We uplanders have long depended on corn to feed us, to provide a better mood, to feed our stock. We keep a mule for the sole purpose of helping raise it something to eat.

We got up in the morning and made gravy with corn meal, ate cornbread two more times a day and had mush for dessert. Both liberals and conservatives love corn.

But it is decision time for those of us with the farm gene in our double helix. Actually, some mountain helixes aren’t double, and actually corn should have already been planted.

But spring demands that we decide what kind of corn to plant and that decision advertises just who we are.

Does a Kentucky hill farmer become progressive and move on with his corn? For generations, Hickory King was good enough. It was not so sweet and would last forever and was good at the mill. You could save the seed and cheat Mr. DeKalb. But for ros’n ears, Hickory King had its shortcomings. Two days after you picked it it got hard and tough, politician-like.

So modernism set in, and wanting sweet stuff is part of modern and, one by one, farmers abandoned tradition and switched to Silver Queen, sweeter, and you didn’t have to run to the house to boil it before it toughened.

You put it in a churn with salt water and put rags over the churn and have all winter what many mountain people love and what some of us can’t understand how anybody could eat it.

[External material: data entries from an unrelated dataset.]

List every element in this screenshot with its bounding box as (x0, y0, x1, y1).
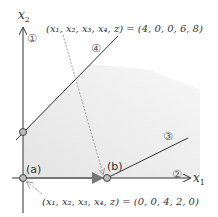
top-annotation: (x₁, x₂, x₃, x₄, z) = (4, 0, 0, 6, 8) (46, 23, 203, 34)
constraint-label-1: ① (27, 32, 37, 45)
bottom-annotation: (x₁, x₂, x₃, x₄, z) = (0, 0, 4, 2, 0) (42, 196, 199, 207)
constraint-label-4: ④ (91, 42, 101, 55)
x1-axis-label: x1 (193, 171, 205, 187)
bottom-annotation-pointer (27, 182, 42, 194)
x2-axis-label: x2 (18, 8, 30, 24)
constraint-label-3: ③ (163, 130, 173, 143)
simplex-diagram: x2 x1 ① ② ③ ④ (a) (b) (x₁, x₂, x₃, x₄, z… (0, 0, 218, 217)
vertex-b (104, 175, 111, 182)
point-a-label: (a) (26, 163, 41, 176)
vertex-y-intercept (20, 129, 27, 136)
constraint-label-2: ② (172, 168, 182, 181)
point-b-label: (b) (107, 160, 123, 173)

Along about Jimmy Carter, people who had always stuck with white were willing to try yellow, and they started coming out with fancy new hybrid corn seed, and the race was on. All the really cool people try to plant the latest corn sensation. There was Kandy Korn for us a few years, then there was Peaches and Cream, a biracial one-and-doner for me. It’s like sweet and sour sauce. Make up your mind.

Now the avant garde corn is Honey Select (or is it Honey Delight, or Honey Deluxe? It’s Honey Something).

This stuff costs about $20 a pound for the seed. But gnaw a couple of rows and soon you will attack that ear like a beaver. It is wonderfully sweet, and you can shuck it, stick it in a bag and freeze it and months later it tastes like you just picked it. If you have good bags.

Remember that time they caught that prisoner sneaking two cases of beer and several bottles of liquor into the prison in Martin County, all in a single plastic bag, which caused us to wonder if we were buying the right plastic bags.

But now my little field is hooked on a plant for which you have to buy seed from Fortune 500 farmers, and which will soon be supplanted by something sweeter and more expensive.

But I must go now and tote a poke of Honey Select to the mill and hope the sugars don’t clog up the millstones.